To find out what plain packaging of cigarettes will entail, you can read the detail in the Tobacco Plain Packaging Bill 2011, introduced to Parliament today.
(With the tobacco industry fighting hard against this measure, one can only wonder what awaits a proposal in Iceland to make cigarettes available only by prescription.)
The level of detail in the Bill is noteworthy, including:
No part of the retail packaging of tobacco products may make a noise, or contain or produce a scent, that could be taken to constitute tobacco advertising and promotion.
The retail packaging of tobacco products must not include any features designed to change the packaging after retail sale, including (without limitation) the following:
(a) heat activated inks;
(b) inks or embellishments designed to appear gradually over time;
(c) inks that appear fluorescent in certain light;
(d) panels designed to be scratched or rubbed to reveal an image or text;
(e) removable tabs;
(f) fold-out panels.
Section 4, definitions: “onsert means any thing affixed or otherwise attached to packaging (within the ordinary meaning of the word)”
Never mind Plain Packaging, whatever happened to Plain Language? “Onsert”??
I’m sure it wouldn’t be allowed at Scrabble!
It is about time this was done. If the soft headed can’t be persuaded by any other means to give up the evil weed, then a bit of paternalism is required. The tobacco industry know they are fighting a losing battle, they are just trying to minimise their losses. And they need the detail of this legislation being the tricky so and sos they are! If you have nursed smokers as I have, when they are critically ill, you would never smoke again.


--- Work instructions ---
Considering the entries that follow, report how many lines include the string "schoolboys", giving the number alone.

--- Data section ---
- Opening Delimiter -

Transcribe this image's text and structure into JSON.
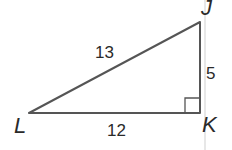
{
  "diagram": {
    "type": "right-triangle",
    "vertices": {
      "L": {
        "label": "L",
        "x": 29,
        "y": 113
      },
      "K": {
        "label": "K",
        "x": 200,
        "y": 113
      },
      "J": {
        "label": "J",
        "x": 200,
        "y": 22
      }
    },
    "sides": {
      "LJ": {
        "label": "13"
      },
      "LK": {
        "label": "12"
      },
      "JK": {
        "label": "5"
      }
    },
    "right_angle_at": "K",
    "colors": {
      "line": "#555555",
      "text": "#2a2a2a",
      "guide": "#c8c8c8"
    }
  }
}
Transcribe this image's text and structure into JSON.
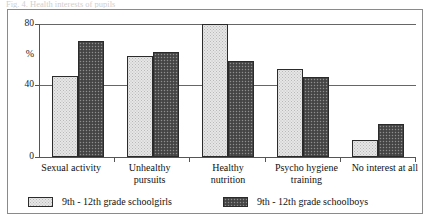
{
  "caption": {
    "text": "Fig. 4.  Health interests of pupils"
  },
  "chart_data": {
    "type": "bar",
    "title": "",
    "xlabel": "",
    "ylabel": "%",
    "ylim": [
      0,
      80
    ],
    "yticks": [
      0,
      40,
      80
    ],
    "ytick_labels": [
      "0",
      "40",
      "80"
    ],
    "grid": true,
    "legend_position": "bottom",
    "categories": [
      "Sexual activity",
      "Unhealthy\npursuits",
      "Healthy\nnutrition",
      "Psycho hygiene\ntraining",
      "No interest at all"
    ],
    "series": [
      {
        "name": "9th - 12th grade schoolgirls",
        "color": "#e6e6e6",
        "values": [
          49,
          61,
          80,
          53,
          10
        ]
      },
      {
        "name": "9th - 12th grade schoolboys",
        "color": "#4f4f4f",
        "values": [
          70,
          63,
          58,
          48,
          20
        ]
      }
    ]
  },
  "axis": {
    "y_label_percent": "%",
    "y_label_80": "80",
    "y_label_40": "40",
    "y_label_0": "0"
  },
  "legend": {
    "entries": [
      {
        "label": "9th - 12th grade schoolgirls"
      },
      {
        "label": "9th - 12th grade schoolboys"
      }
    ]
  }
}
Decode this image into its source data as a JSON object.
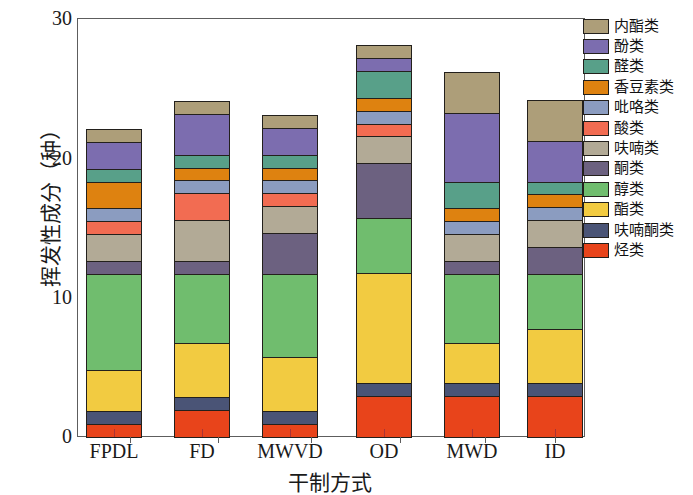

- Closing Delimiter -

--- Your solution ---
2